- THE PROBLEM -
Please write every entry out again, exactly as it reads below.
(PROVIDED ENTRIES)
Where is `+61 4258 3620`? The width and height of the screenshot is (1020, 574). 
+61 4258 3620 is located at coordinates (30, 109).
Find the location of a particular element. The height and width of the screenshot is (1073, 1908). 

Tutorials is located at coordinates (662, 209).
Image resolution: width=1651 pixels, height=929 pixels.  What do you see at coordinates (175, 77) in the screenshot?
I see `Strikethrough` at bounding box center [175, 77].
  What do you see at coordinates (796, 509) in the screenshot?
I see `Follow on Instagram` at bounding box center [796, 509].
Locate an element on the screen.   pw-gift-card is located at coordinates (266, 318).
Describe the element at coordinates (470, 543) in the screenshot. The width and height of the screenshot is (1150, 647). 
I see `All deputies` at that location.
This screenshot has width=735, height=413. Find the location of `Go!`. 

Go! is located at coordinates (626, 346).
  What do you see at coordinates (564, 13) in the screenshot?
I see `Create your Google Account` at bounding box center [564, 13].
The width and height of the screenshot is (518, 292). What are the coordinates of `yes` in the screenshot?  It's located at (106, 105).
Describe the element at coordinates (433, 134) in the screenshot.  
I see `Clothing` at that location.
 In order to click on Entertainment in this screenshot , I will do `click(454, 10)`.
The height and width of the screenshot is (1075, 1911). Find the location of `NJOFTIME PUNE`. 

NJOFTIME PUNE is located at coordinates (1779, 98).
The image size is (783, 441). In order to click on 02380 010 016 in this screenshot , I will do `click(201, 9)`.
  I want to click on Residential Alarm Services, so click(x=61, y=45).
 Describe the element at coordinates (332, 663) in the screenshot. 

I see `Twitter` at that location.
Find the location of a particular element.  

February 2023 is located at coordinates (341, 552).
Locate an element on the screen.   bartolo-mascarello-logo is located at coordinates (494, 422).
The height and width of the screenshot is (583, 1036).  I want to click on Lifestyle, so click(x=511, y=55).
(End PROVIDED ENTRIES)
- OUTPUT FOR THIS EXERCISE -
Where is `+61 4258 3620`? The width and height of the screenshot is (1020, 574). 
+61 4258 3620 is located at coordinates (30, 109).
Find the location of a particular element. The height and width of the screenshot is (1073, 1908). 

Tutorials is located at coordinates (662, 209).
Image resolution: width=1651 pixels, height=929 pixels.  What do you see at coordinates (175, 77) in the screenshot?
I see `Strikethrough` at bounding box center [175, 77].
  What do you see at coordinates (796, 509) in the screenshot?
I see `Follow on Instagram` at bounding box center [796, 509].
Locate an element on the screen.   pw-gift-card is located at coordinates (266, 318).
Describe the element at coordinates (470, 543) in the screenshot. The width and height of the screenshot is (1150, 647). 
I see `All deputies` at that location.
This screenshot has width=735, height=413. Find the location of `Go!`. 

Go! is located at coordinates (626, 346).
  What do you see at coordinates (564, 13) in the screenshot?
I see `Create your Google Account` at bounding box center [564, 13].
The width and height of the screenshot is (518, 292). What are the coordinates of `yes` in the screenshot?  It's located at (106, 105).
Describe the element at coordinates (433, 134) in the screenshot.  
I see `Clothing` at that location.
 In order to click on Entertainment in this screenshot , I will do `click(454, 10)`.
The height and width of the screenshot is (1075, 1911). Find the location of `NJOFTIME PUNE`. 

NJOFTIME PUNE is located at coordinates (1779, 98).
The image size is (783, 441). In order to click on 02380 010 016 in this screenshot , I will do `click(201, 9)`.
  I want to click on Residential Alarm Services, so click(x=61, y=45).
 Describe the element at coordinates (332, 663) in the screenshot. 

I see `Twitter` at that location.
Find the location of a particular element.  

February 2023 is located at coordinates (341, 552).
Locate an element on the screen.   bartolo-mascarello-logo is located at coordinates (494, 422).
The height and width of the screenshot is (583, 1036).  I want to click on Lifestyle, so click(x=511, y=55).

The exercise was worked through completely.